Underneath, a story of Facets of Dusk for the Giraffe Call

For [personal profile] kc_obrien‘s prompt, with a side order of comments asking for more development of the female team members and for more time in-world, not just through-the-door.

Facets of Dusk has a landing page here on DW and here on LJ

“It’s awfully dark in here,” Josie murmured unhappily. “I can’t feel the sun at all.” Or the trees, or the wind. There was a breeze, at least.

“But it’s rather warm,” Peter countered. “Or at least constant. It’s not a case of no solar heat, then, a burn-out planet.”

“It’s…” Aerich looked around disdainfully. “Rather dirty.”

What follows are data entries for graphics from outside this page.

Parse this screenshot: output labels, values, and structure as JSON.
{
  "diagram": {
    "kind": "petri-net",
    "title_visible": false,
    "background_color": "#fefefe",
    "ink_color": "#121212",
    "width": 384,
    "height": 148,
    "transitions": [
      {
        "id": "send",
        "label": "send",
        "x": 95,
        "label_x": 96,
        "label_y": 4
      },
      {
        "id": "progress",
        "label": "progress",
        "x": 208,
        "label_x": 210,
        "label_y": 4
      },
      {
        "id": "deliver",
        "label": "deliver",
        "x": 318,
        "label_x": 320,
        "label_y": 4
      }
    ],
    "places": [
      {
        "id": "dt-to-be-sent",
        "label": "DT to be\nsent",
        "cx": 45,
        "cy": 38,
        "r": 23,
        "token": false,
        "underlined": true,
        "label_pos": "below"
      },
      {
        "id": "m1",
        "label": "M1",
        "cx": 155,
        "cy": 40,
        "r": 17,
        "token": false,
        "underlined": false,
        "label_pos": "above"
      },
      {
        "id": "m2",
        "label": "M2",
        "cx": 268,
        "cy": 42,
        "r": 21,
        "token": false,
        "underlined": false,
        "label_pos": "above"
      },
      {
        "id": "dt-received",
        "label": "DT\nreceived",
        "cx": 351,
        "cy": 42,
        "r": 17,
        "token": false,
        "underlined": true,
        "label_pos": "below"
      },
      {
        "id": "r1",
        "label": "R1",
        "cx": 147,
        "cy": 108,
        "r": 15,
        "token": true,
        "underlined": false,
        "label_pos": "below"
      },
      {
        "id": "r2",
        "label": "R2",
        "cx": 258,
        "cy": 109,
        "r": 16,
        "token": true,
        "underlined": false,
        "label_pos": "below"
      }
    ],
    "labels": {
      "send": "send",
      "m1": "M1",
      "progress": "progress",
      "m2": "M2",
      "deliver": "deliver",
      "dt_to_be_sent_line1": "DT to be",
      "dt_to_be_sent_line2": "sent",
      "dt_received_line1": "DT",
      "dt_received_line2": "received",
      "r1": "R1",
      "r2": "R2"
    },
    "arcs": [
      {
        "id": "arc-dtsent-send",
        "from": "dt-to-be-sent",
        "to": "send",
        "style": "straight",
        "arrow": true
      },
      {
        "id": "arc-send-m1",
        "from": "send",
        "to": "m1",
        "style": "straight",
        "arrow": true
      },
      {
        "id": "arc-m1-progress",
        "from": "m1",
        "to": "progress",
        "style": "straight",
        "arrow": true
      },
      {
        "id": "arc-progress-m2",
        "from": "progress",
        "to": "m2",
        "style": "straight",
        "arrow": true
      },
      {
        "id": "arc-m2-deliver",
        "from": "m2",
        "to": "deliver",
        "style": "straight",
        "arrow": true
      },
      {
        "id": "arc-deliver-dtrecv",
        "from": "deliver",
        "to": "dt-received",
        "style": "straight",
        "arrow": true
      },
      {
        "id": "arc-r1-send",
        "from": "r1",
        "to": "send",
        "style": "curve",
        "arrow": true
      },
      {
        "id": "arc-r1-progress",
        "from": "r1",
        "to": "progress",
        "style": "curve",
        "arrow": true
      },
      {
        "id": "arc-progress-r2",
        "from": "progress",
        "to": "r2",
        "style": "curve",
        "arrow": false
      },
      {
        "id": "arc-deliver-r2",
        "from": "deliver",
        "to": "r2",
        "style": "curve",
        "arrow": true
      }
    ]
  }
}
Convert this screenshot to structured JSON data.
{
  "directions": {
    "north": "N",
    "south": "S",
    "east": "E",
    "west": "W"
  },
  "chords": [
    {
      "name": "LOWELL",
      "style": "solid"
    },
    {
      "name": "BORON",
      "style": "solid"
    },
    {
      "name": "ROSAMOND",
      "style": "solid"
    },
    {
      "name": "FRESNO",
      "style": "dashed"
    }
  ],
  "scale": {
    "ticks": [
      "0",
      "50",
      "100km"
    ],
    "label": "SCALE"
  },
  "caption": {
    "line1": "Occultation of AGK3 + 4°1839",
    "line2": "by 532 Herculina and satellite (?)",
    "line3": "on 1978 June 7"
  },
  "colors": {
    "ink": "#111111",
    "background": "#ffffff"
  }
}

Josie turned to look at him, trying not to laugh. He got so bent out of shape when he was laughed at. And, to be fair, the place was rather dirty. Untouched-feeling, stale, and the dim light only made it seem more so.

“Xenia and I will scout,” Cole declared, to no-one’s surprise. Xenia and he scouted, like Peter read instruments and Alexa Opened. Like Josie Knew. “You guys stay within a block of here, and see what you can find out.”

“Got it,” Alexa answered, crisp and professional like the suits she preferred. Josie smiled to herself, even though this world was making her a bit uncomfortable.

“They’re kind of cute, aren’t they?” Peter whispered, in a voice only for her ears. “G.I. Joe and Action Figure Girl?”

She swallowed another giggle. “They are,” she agreed, not admitting just how cute she could find them. “So, Science Man, why don’t we do our own exploring?”

She realized from the warmth suddenly coming off of him that there was more than one way to read her suggestion, and from the heat inside of her that she wouldn’t mind either one. But they were both professionals, of a sort. She cleared her throat, ready to backpedal. “That is…”

“We explore this world,” he agreed, rescuing her. “And then, later, perhaps…”

“Later.” She could hear his smile in his voice better than she could see it, but she could feel her own stretching her lips. “For now…” She dropped her mat on the ground and sank into a lotus position, hearing Peter move away, his instruments beeping softly to him, sending out an eerie glow.

Slowly, the glow faded from her awareness, and the beeping, Aerich and Alexa pacing out a perimeter, Peter reading the emanations of the world. Slowly, her senses stretched outwards – the Door, behind them, in a sturdy metal archway meant to last. Around the doorway, a building, still standing, tallish – about seven stories – made mostly of metal and stone. Around it, a block of similar buildings reached to slightly shorter heights.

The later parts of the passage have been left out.